Harry Potter and the Chamber of Secrets
- November 25, 2002 17:07 PM PST
- Email this!
Hogwarts is back in session, this time on the Xbox. Flipendo!
- GamePro Score
- User Score
- Write your review!
No offense meant to Mr. Columbus, but the Harry Potter series is at its best in its original book form. The first movie, while spectacular to watch, was essentially exactly the book with some scenes missing. The games, as the Xbox version of Chamber of Secrets attests, are far below the movie on the Harry Potter quality scale. Flipendo!

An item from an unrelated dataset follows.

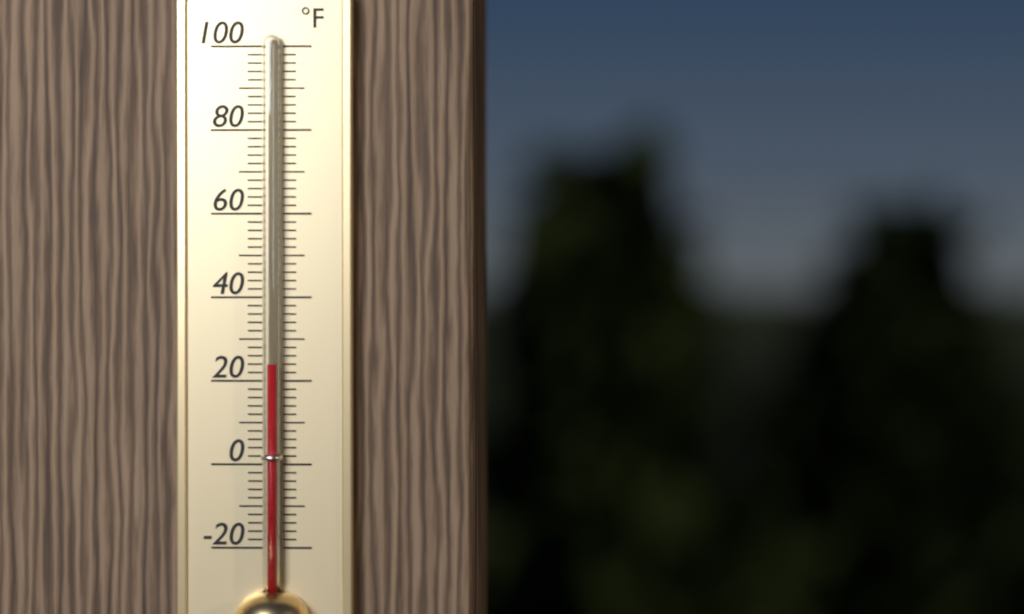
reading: 24 °F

On the top level, the game really does feel like Harry Potter. Hogwarts is faithfully reproduced and possesses some of the whimsy from the book; staircases move into place, books fly off shelves, and, for some reason, giant jellybeans pop out of boxes and vases when you hit them with a spell. You have to go to classes where you learn spells, and you interact with most of the series? most popular characters, all speaking in loud, overwrought, children?s-show-British voices. At first glance, everything looks great. Flipendo!
When you start looking underneath, though, things start to fall apart. Gameplay in Harry Potter consists mostly of hitting things with spells, running around hoping the floor doesn?t drop out beneath you, and even a fine spot of box-pushing. You have to fight enemies that don?t really die (they either respawn immediately or are simply temporarily ?knocked out?), and you have to fulfill all sorts of tasks that are nowhere near being in either the book or the movie. Apparently, attending a class at Hogwarts entails watching Harry Potter go through some sort of gauntlet and come out on the other side with a new spell. No wonder he?s the best wizard in the school; no one else ever gets the chance to learn anything. Flipendo!

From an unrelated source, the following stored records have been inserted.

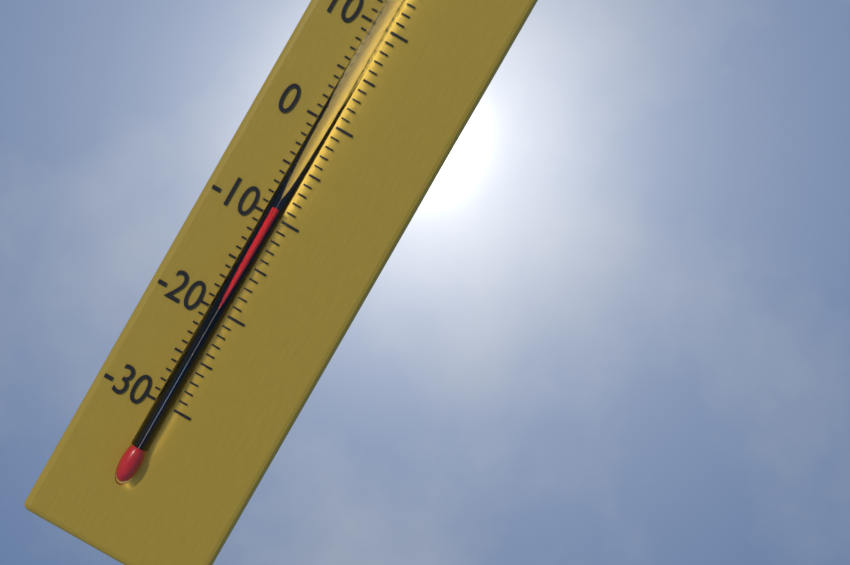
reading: -9 °C
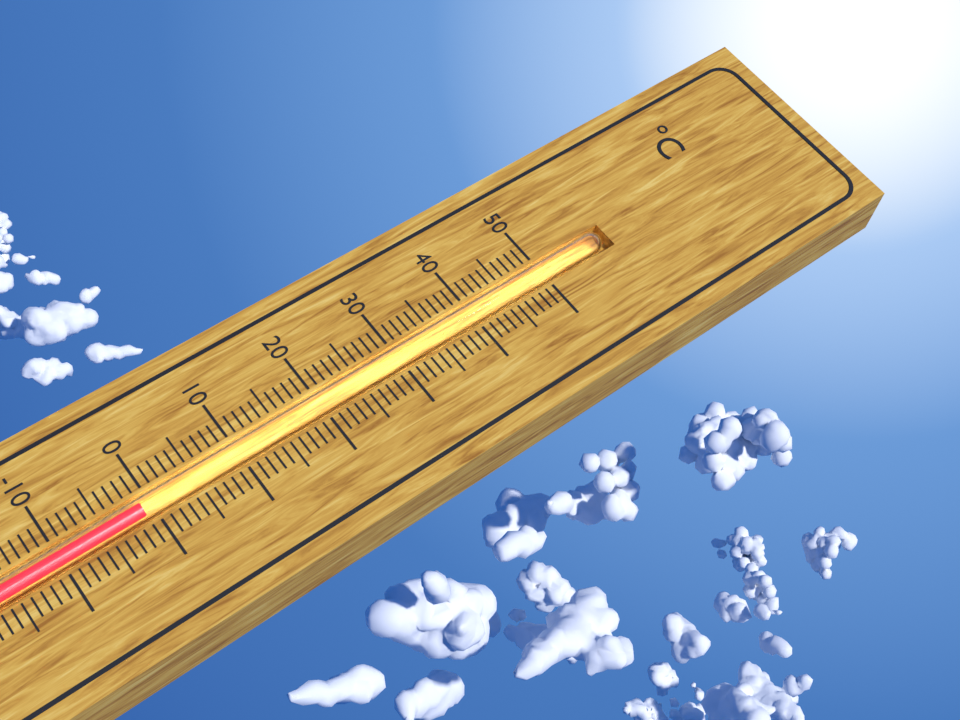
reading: -1 °C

Little gameplay annoyances betray the lack of attention paid to whether the game was much fun or not. Thanks to the inept camera, you?ll get hit frightfully often by enemies you can?t even see, and even when you can see the baddies, it?s difficult to get Harry?s slow self to cast a spell quickly enough to hit them. There?s no reward to fighting the enemies at all since they simply get right back up or respawn immediately. So while you?re trying to complete tedious puzzles, you?re doing so while constantly dodging unseen gnomes, fire beetles, or flying books. Flipendo!
Oh?and if you?re getting annoyed with the frequency of the ?Flipendo!? in this review, imagine how often you must hear it during the game. Crapendo.

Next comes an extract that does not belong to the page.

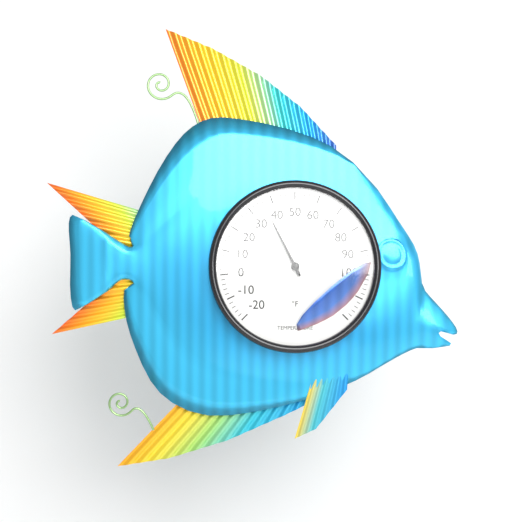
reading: 36 °F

On the upside, the game truly is pretty, and though it lacks a certain polish it would need to make the Xbox Graphics Hall of Fame, it?s certainly nice to look at. It?s also fairly faithful to the story of the book, when it bothers to go near the book?s plot. If you?re a fan of Harry Potter at all, the charm of the locations and characters just might help get you past the gameplay annoyances mentioned above.
The bottom line is, if you like the Harry Potter books, and if interacting with the books? charming world is your thing, then you?ll like this game a lot. For the rest of you, there?s always next year.